Recently on my journey back into the game I came across a tip that has proven potential to lower my scores. I really want to share this with those that read this blog. Who knows, it might help them.
Unlike someone that has just taken up the game of golf, I played years and years ago. I was a single digit handicapper when my golfing days were curtailed. The comeback from the long hiatus, ( winter of 1985 to summer fall of 2019), has been extremely frustrating for me for several reasons. Here is what I believe is happening. My mind still remembers those days of shooting in the mid to high 70’s-low 80’s on a consistent basis. Combine that with this now, 69 year old golf body, that still thinks that it can make the body do what it did when it was 34 years old. How do you think that is working out? Well I can tell you, up until recently, the end result is that getting back to consistently making the shot is not as easy as it sounds. Many of my scores on this comeback into the game of golf dramatically show that to be true. Golf, at times can be a struggle, but there’s no reason I need to make it any worse, right? As much as I wanted to see my scores come down, there was just something very critical missing in the equation. I knew my approach to this comeback was just not right, but I really did not know why. I gradually was making better contact and for what I was feeling, a better swing, but the results were not showing that. Well that was ….. until about three weeks ago.
As I was driving to my regular Monday round of golf, I play with some very good friends from high school and have a great time, I was listening to the PGA Radio on Sirus XM during my trek to the course. I’m not really sure who it was that mention this, but I heard the words, “Par is just a number. Don’t think about what you need to do to make par, think about what you need to do to execute your next shot, and only your next shot, to the best of your abilities.” The light bulb finally lit up after hearing that! There were other words mentioned about making or executing your shot and the score will work itself out at the end of the round when you add it all up …. Or something like that. Believe me, this small little piece of advice is making a big difference in my last 5 rounds of golf. No, I am not shooting in the lower handicap range, not yet anyway. But what I am doing, or at least feel like I am doing is making better decisions and better shot execution. I’m not thinking about scoring or what I need to do to recover from a bad shot to make a better score. I am just trying to “make the next shot” and only the next shot.
Let me give you an example. On Mondays, I play short track of slightly over 5,900 yards. Its rating is 68.6, yet each hole on this course has something that can make or break you. More often than not, it has been the latter for me. It’s not often can you say that you’ve had your best shot of the day on a hole where you lose a ball then hit your provisional in the tree line and not on the fairway. Yet, this is what happened to me on the 17th hole. In the past I would have started to think, “How am I going to salvage this disaster?” After a search for the first ball turned out to be unsuccessful, I went over to the other side of the fairway and into the tree line. There it was; a side hill lie, tree branches not only obscuring a normal shot trajectory but those branches slightly obscuring the line to the flag stick. Yet, I said to myself, “It wasn’t all that bad if I make a good execution of this shot.” I wasn’t thinking about score or saying, “I just have to make this shot, or else.” I was only thinking about a little less lofted iron, easy crisp punch out to carry the distance, and just a slightly open stance to put a little fade into the shot. It was a 157 shot with the pin near the front right side. I hit the ball crisp, (we all know that feeling), with an easy swing and the ball came up just a slightly to the left of target, maybe a yard off the green. I chipped it close for a one putt and I took a double bogey. Yep, you heard me right. My best shot of the day resulted in a double for that hole, but I felt so good about that shot execution. Not the score. The next hole was the 18th and made a routine par. Not that I was counting par for that hole or any others that day!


• AIM OF THE EXERCISE:
Every line below that includes the word "industry" needs to be copied.

_ _ _ _

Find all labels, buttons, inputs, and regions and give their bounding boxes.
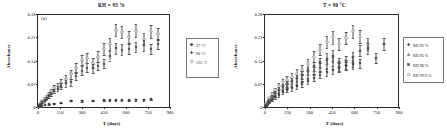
plot-area-left: (b) 00.070.140.210.280150300450600750900 [37, 14, 170, 108]
error-bar-cap [157, 28, 160, 29]
data-point [319, 66, 322, 69]
y-tick-mark [263, 14, 265, 15]
error-bar-cap [313, 74, 316, 75]
y-axis-label-left: Absorbance [6, 37, 11, 77]
x-tick-mark [332, 107, 333, 109]
error-bar-cap [301, 65, 304, 66]
data-point [134, 99, 137, 102]
data-point [103, 99, 106, 102]
panel-label: (b) [41, 16, 47, 21]
data-point [383, 42, 386, 45]
y-tick-mark [36, 14, 38, 15]
error-bar-cap [128, 31, 131, 32]
error-bar-cap [325, 36, 328, 37]
data-point [127, 47, 130, 50]
error-bar-cap [48, 98, 51, 99]
x-tick-mark [170, 107, 171, 109]
error-bar-cap [150, 54, 153, 55]
legend-item: 125 °C [189, 58, 216, 67]
data-point [134, 29, 137, 32]
data-point [157, 42, 160, 45]
error-bar-cap [319, 71, 322, 72]
legend-label: 125 °C [196, 60, 208, 65]
error-bar-cap [92, 64, 95, 65]
error-bar-cap [142, 33, 145, 34]
data-point [149, 30, 152, 33]
legend-label: RH 92 % [413, 43, 428, 48]
x-axis-label-right: T (days) [223, 121, 446, 126]
axis-top-border-right [265, 14, 399, 15]
error-bar-cap [81, 75, 84, 76]
error-bar-cap [319, 78, 322, 79]
data-point [60, 85, 63, 88]
error-bar-cap [150, 44, 153, 45]
legend-item: RH 95 % [406, 50, 441, 60]
legend-label: RH 99.9 % [413, 73, 431, 78]
legend-marker-icon [406, 53, 411, 58]
data-point [312, 55, 315, 58]
y-axis-label-right: Absorbance [233, 37, 238, 77]
error-bar-cap [120, 55, 123, 56]
error-bar-cap [97, 62, 100, 63]
error-bar-cap [359, 56, 362, 57]
error-bar-cap [157, 49, 160, 50]
error-bar-cap [277, 97, 280, 98]
chart-panel-right: T = 90 °C 00.070.140.210.280150300450600… [223, 0, 446, 135]
error-bar-cap [70, 70, 73, 71]
error-bar-cap [307, 59, 310, 60]
y-tick-mark [263, 61, 265, 62]
error-bar-cap [313, 51, 316, 52]
error-bar-cap [352, 52, 355, 53]
error-bar-cap [46, 100, 49, 101]
legend-item: 90 °C [189, 50, 216, 59]
data-point [325, 71, 328, 74]
error-bar-cap [53, 93, 56, 94]
error-bar-cap [331, 44, 334, 45]
data-point [86, 66, 89, 69]
error-bar-cap [331, 66, 334, 67]
legend-label: RH 95 % [413, 53, 428, 58]
data-point [157, 33, 160, 36]
legend-item: RH 92 % [406, 40, 441, 50]
error-bar-cap [375, 53, 378, 54]
x-tick-mark [377, 107, 378, 109]
data-point [344, 36, 347, 39]
x-tick-mark [82, 107, 83, 109]
error-bar-cap [301, 75, 304, 76]
data-point [96, 55, 99, 58]
error-bar-cap [81, 66, 84, 67]
error-bar-cap [128, 54, 131, 55]
data-point [114, 28, 117, 31]
error-bar-cap [375, 63, 378, 64]
data-point [70, 99, 73, 102]
legend-item: 37 °C [189, 41, 216, 50]
error-bar-cap [325, 68, 328, 69]
legend-label: 37 °C [196, 43, 206, 48]
data-point [120, 30, 123, 33]
error-bar-cap [366, 54, 369, 55]
plot-area-right: 00.070.140.210.280150300450600750900 [264, 14, 399, 108]
error-bar-cap [352, 60, 355, 61]
error-bar-cap [103, 43, 106, 44]
error-bar-cap [286, 76, 289, 77]
error-bar-cap [345, 62, 348, 63]
data-point [114, 99, 117, 102]
error-bar-cap [331, 50, 334, 51]
data-point [120, 99, 123, 102]
chart-title-right: T = 90 °C [223, 2, 446, 8]
data-point [53, 90, 56, 93]
error-bar-cap [313, 67, 316, 68]
error-bar-cap [114, 54, 117, 55]
error-bar-cap [109, 38, 112, 39]
error-bar-cap [142, 40, 145, 41]
data-point [149, 47, 152, 50]
error-bar-cap [338, 72, 341, 73]
y-tick-mark [36, 84, 38, 85]
data-point [120, 48, 123, 51]
data-point [331, 60, 334, 63]
data-point [351, 63, 354, 66]
data-point [102, 47, 105, 50]
data-point [325, 40, 328, 43]
error-bar-cap [81, 55, 84, 56]
data-point [366, 46, 369, 49]
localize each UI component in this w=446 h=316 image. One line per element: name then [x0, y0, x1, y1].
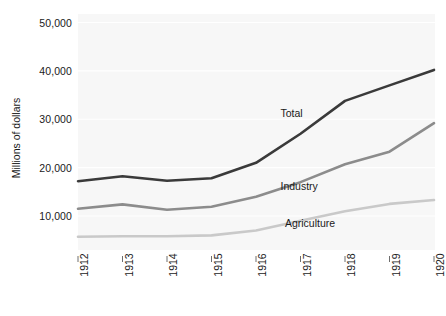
x-tick-label-1914: 1914: [167, 241, 179, 289]
gridlines: [78, 23, 435, 217]
series-label-agriculture: Agriculture: [285, 217, 335, 229]
x-tick-label-1918: 1918: [345, 241, 357, 289]
y-tick-label-40000: 40,000: [0, 65, 72, 77]
series-lines: [78, 70, 434, 237]
x-tick-label-1919: 1919: [390, 241, 402, 289]
y-axis-title: Millions of dollars: [10, 78, 22, 198]
series-line-industry: [78, 123, 434, 210]
x-tick-label-1912: 1912: [78, 241, 90, 289]
series-label-total: Total: [281, 107, 303, 119]
series-line-total: [78, 70, 434, 181]
y-tick-label-10000: 10,000: [0, 210, 72, 222]
series-label-industry: Industry: [281, 180, 318, 192]
x-tick-label-1916: 1916: [256, 241, 268, 289]
x-tick-label-1915: 1915: [212, 241, 224, 289]
y-tick-label-50000: 50,000: [0, 17, 72, 29]
x-tick-label-1913: 1913: [123, 241, 135, 289]
x-tick-label-1917: 1917: [301, 241, 313, 289]
x-tick-label-1920: 1920: [434, 241, 446, 289]
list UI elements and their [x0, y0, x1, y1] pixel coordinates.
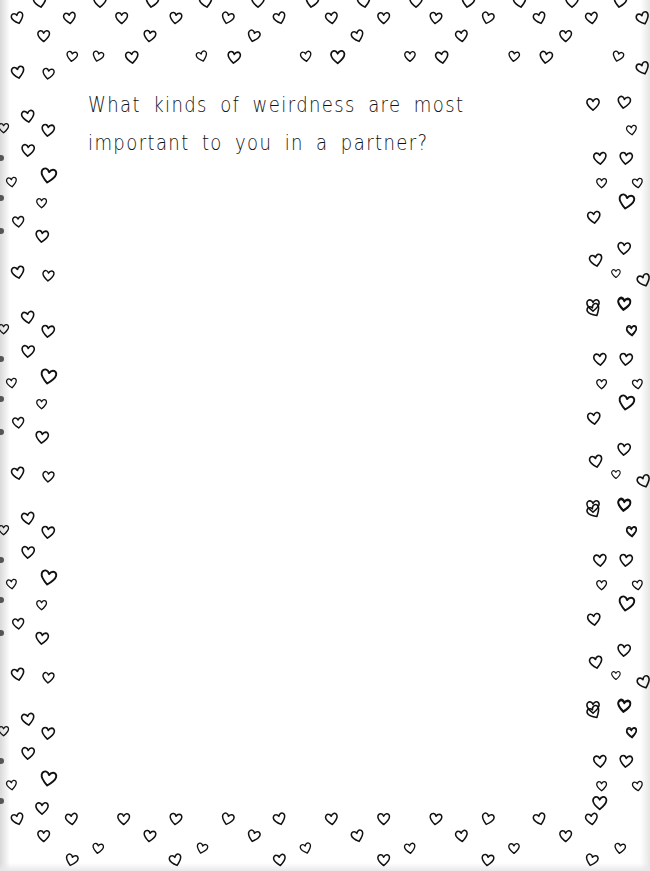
heart-icon — [626, 727, 638, 739]
heart-icon — [586, 500, 600, 513]
heart-icon — [117, 813, 130, 825]
heart-icon — [480, 811, 496, 827]
heart-icon — [93, 0, 107, 8]
heart-icon — [596, 781, 607, 791]
heart-icon — [40, 324, 55, 338]
heart-icon — [246, 828, 262, 844]
heart-icon — [592, 796, 607, 810]
heart-icon — [36, 198, 47, 208]
heart-icon — [616, 497, 632, 512]
heart-icon — [37, 830, 50, 842]
heart-icon — [538, 50, 554, 65]
heart-icon — [532, 10, 548, 26]
heart-icon — [596, 379, 607, 389]
heart-icon — [618, 553, 633, 567]
heart-icon — [35, 802, 49, 815]
heart-icon — [616, 193, 635, 211]
heart-icon — [0, 525, 10, 535]
heart-icon — [6, 176, 18, 188]
heart-icon — [115, 12, 128, 24]
heart-icon — [593, 352, 608, 366]
heart-icon — [40, 123, 55, 137]
heart-icon — [356, 0, 372, 9]
heart-icon — [6, 779, 18, 791]
heart-icon — [585, 812, 600, 826]
heart-icon — [429, 11, 444, 25]
heart-icon — [40, 525, 55, 539]
heart-icon — [32, 0, 48, 9]
heart-icon — [611, 50, 625, 64]
heart-icon — [36, 600, 47, 610]
heart-icon — [632, 177, 645, 189]
heart-icon — [10, 811, 26, 827]
heart-icon — [626, 325, 638, 337]
heart-icon — [616, 95, 632, 110]
heart-icon — [11, 618, 24, 631]
heart-icon — [0, 726, 10, 736]
heart-icon — [272, 10, 288, 26]
page-edge-shadow-right — [640, 0, 650, 871]
heart-icon — [38, 167, 57, 185]
heart-icon — [226, 50, 241, 64]
heart-icon — [41, 471, 54, 484]
heart-icon — [593, 754, 608, 768]
heart-icon — [611, 671, 621, 680]
heart-icon — [586, 612, 601, 626]
heart-icon — [34, 229, 49, 243]
heart-icon — [21, 746, 36, 760]
heart-icon — [144, 0, 160, 9]
heart-icon — [21, 143, 36, 157]
heart-icon — [512, 0, 528, 9]
heart-icon — [565, 0, 579, 8]
heart-icon — [350, 828, 366, 844]
heart-icon — [21, 344, 36, 358]
heart-icon — [251, 0, 265, 8]
heart-icon — [20, 109, 36, 124]
heart-icon — [20, 712, 36, 727]
heart-icon — [10, 64, 26, 79]
heart-icon — [34, 631, 49, 645]
heart-icon — [632, 780, 645, 792]
heart-icon — [10, 666, 26, 681]
heart-icon — [6, 377, 18, 389]
heart-icon — [377, 12, 390, 24]
heart-icon — [63, 11, 78, 25]
heart-icon — [169, 11, 184, 25]
heart-icon — [65, 812, 80, 826]
heart-icon — [304, 0, 320, 9]
heart-icon — [586, 210, 601, 224]
heart-icon — [635, 271, 650, 288]
heart-icon — [617, 241, 632, 255]
heart-icon — [616, 296, 632, 311]
heart-icon — [38, 569, 57, 587]
heart-icon — [616, 698, 632, 713]
heart-icon — [377, 813, 390, 825]
heart-icon — [596, 178, 607, 188]
heart-icon — [617, 442, 632, 456]
heart-icon — [299, 51, 312, 64]
heart-icon — [404, 51, 416, 62]
heart-icon — [11, 216, 24, 229]
heart-icon — [220, 10, 236, 26]
heart-icon — [299, 842, 313, 856]
heart-icon — [617, 643, 632, 657]
heart-icon — [429, 812, 444, 826]
blank-writing-area[interactable] — [88, 170, 568, 790]
heart-icon — [20, 511, 36, 526]
heart-icon — [91, 50, 105, 64]
heart-icon — [613, 843, 626, 856]
heart-icon — [616, 394, 635, 412]
heart-icon — [409, 0, 423, 8]
heart-icon — [612, 0, 628, 9]
heart-icon — [588, 654, 604, 669]
heart-icon — [434, 50, 450, 65]
heart-icon — [65, 51, 78, 64]
heart-icon — [586, 701, 600, 714]
heart-icon — [41, 270, 54, 283]
heart-icon — [626, 526, 638, 538]
heart-icon — [596, 580, 607, 590]
heart-icon — [325, 812, 340, 826]
heart-icon — [37, 30, 50, 42]
heart-icon — [40, 726, 55, 740]
heart-icon — [21, 545, 36, 559]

_ _ _ _

• TASK ANSWER:
series-line-industry: [78, 123, 434, 210]
series-label-industry: Industry: [281, 180, 318, 192]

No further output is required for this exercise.